Commerce reports $1.6 billion savings for decennial census
Officials attribute savings to good management and aggressive advertising.
The Census Bureau is returning $1.6 billion to taxpayers, Commerce Secretary Gary Locke and Bureau Director Robert Groves announced on Tuesday during a briefing on the 2010 head count.
The duo, who spoke to reporters at the National Press Club in Washington, credited an aggressive advertising campaign built around the census and strong management for the savings. The mail-back response rate for the 2010 census was 72 percent and reduced the need for more expensive door-to-door enumerators, Locke said.
The bureau spent $172 million on advertising, $32 million more than officials had budgeted, said Steve Jost, Census' associate director of communications, during a background briefing for reporters on Monday. The bureau targeted advertising to areas with low response rates during the spring.
Locke on Tuesday called the 2010 census a "textbook example" of the Obama administration's accountable government initiative. "We're on time and under budget," he said.
Groves praised bureau employees for improving the efficiency of the decennial census, noting they worked longer hours than during the 2000 census.
Half of the savings, or $800 million, was credited to what Jost referred to as "good fortune." This money was budgeted well before Groves assumed his position as director for unforeseen challenges such as a natural disaster or an H1N1 flu epidemic.
But House Oversight and Government Reform Committee Ranking Member Rep. Darrell Issa, R-Calif., said the Census Bureau actually ran $3 billion over budget. The Government Accountability Office originally reported the life-cycle cost of the 2010 census as $11.3 billion. According to Issa, mismanagement forced the administration to increase the total budget to $16 billion, thus allowing the Commerce Department to report savings when the cost for the 2010 census came in at $14.4 billion. In a statement released on Tuesday, he said it was disingenuous to attribute the $800 million to cost-efficiency and management.
"This is precisely the smoke-and-mirrors budget gimmickry that the American people have come to expect from the federal government," Issa said. "It is ironic that an agency in existence to do simple arithmetic would try to peddle such incomplete and deceptive figures to cover up for its waste of an estimated $3 billion of taxpayers' money. Only in Washington could someone try to spin such an embarrassing budget-buster into a triumph of thrift."
Groves said handheld computers -- scrapped in 2008 after a number of setbacks -- would have increased efficiency, allowed for immediate transfer of data and enabled Census workers to download new assignments. Groves added the bureau will re-evaluate the circumstances surrounding the handheld computers in the coming months.
National and state population data, used to apportion congressional seats, will be released on or before Dec. 31. The Census Bureau will conduct its next press conference in mid-September.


> **Work instructions**
The response must consist of all the entries, duplicated without alteration.

> **Record set**
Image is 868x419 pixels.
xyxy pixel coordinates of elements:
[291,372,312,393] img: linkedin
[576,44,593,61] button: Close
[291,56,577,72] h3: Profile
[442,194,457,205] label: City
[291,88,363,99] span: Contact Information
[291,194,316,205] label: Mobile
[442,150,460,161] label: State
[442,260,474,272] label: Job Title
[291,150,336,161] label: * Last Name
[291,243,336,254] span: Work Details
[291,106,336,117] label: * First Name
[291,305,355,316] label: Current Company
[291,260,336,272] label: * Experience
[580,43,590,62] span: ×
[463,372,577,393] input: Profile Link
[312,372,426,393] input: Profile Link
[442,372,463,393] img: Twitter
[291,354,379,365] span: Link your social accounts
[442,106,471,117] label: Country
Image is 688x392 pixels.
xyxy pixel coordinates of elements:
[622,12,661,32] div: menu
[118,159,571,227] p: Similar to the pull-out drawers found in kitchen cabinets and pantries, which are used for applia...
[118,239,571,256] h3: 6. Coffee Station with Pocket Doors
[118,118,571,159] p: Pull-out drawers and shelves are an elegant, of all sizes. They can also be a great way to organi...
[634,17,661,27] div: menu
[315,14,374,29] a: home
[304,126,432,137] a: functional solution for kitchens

> **Solution for this exercise**
Image is 868x419 pixels.
xyxy pixel coordinates of elements:
[291,372,312,393] img: linkedin
[576,44,593,61] button: Close
[291,56,577,72] h3: Profile
[442,194,457,205] label: City
[291,88,363,99] span: Contact Information
[291,194,316,205] label: Mobile
[442,150,460,161] label: State
[442,260,474,272] label: Job Title
[291,150,336,161] label: * Last Name
[291,243,336,254] span: Work Details
[291,106,336,117] label: * First Name
[291,305,355,316] label: Current Company
[291,260,336,272] label: * Experience
[580,43,590,62] span: ×
[463,372,577,393] input: Profile Link
[312,372,426,393] input: Profile Link
[442,372,463,393] img: Twitter
[291,354,379,365] span: Link your social accounts
[442,106,471,117] label: Country
Image is 688x392 pixels.
xyxy pixel coordinates of elements:
[622,12,661,32] div: menu
[118,159,571,227] p: Similar to the pull-out drawers found in kitchen cabinets and pantries, which are used for applia...
[118,239,571,256] h3: 6. Coffee Station with Pocket Doors
[118,118,571,159] p: Pull-out drawers and shelves are an elegant, of all sizes. They can also be a great way to organi...
[634,17,661,27] div: menu
[315,14,374,29] a: home
[304,126,432,137] a: functional solution for kitchens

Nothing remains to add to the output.